Like the poet-teachers who find themselves as beacons of light in out-of-the-way small colleges, these people are the very heart of writing. Poetry literally could not survive without them. The genre would very quickly dissolve into a phenomenon of a handful of cities & from there would shrink into some kind of bizarre antiquarian behavior, the very thing that it is sometimes caricatured as by non-poets. The reality is that every last one of us is a local poet first & whatever else we might be as writers only after.
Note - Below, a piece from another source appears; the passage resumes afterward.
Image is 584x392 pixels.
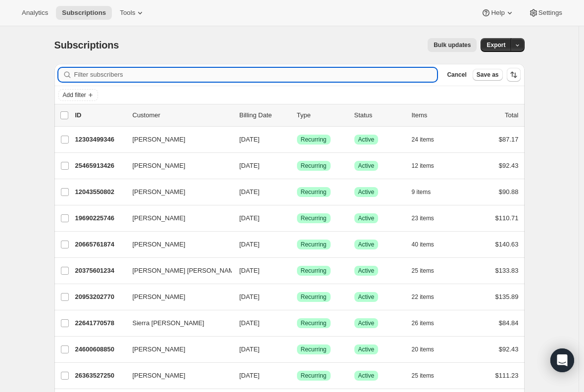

Some of these people are responsible for local institutions, a reading series or small press, but in many instances they simply function as an example & by way of the verbal encouragement they offer to others.

 

When I was in Russia in 1989, the painter Ostap Dragomoschenko gave me a parting gift of an old Soviet medal that read, in Russian, Hero Worker. I was to keep it for a month, Ostap told me, then to pass it on to somebody whose efforts in some field inspired me, with these same instructions to pass it forward another month hence. I gave the medal to Michael Rosenthal, the senior member of the Modern Times Bookstore collective in San Francisco, who has managed to keep the vision of a politically progressive bookstore alive in a city that is surprisingly inhospitable to good bookshops*, who in turn passed it on to someone else (I forget who) with the same instructions. I’d like to imagine that, 14 years later, that medal is still circulating. I would love to award each of these poets just such medals for their efforts.

 

 

 

 

 

 

* Yes, I’m sure it’s worse in your town than in SF, but that doesn’t make San Francisco good.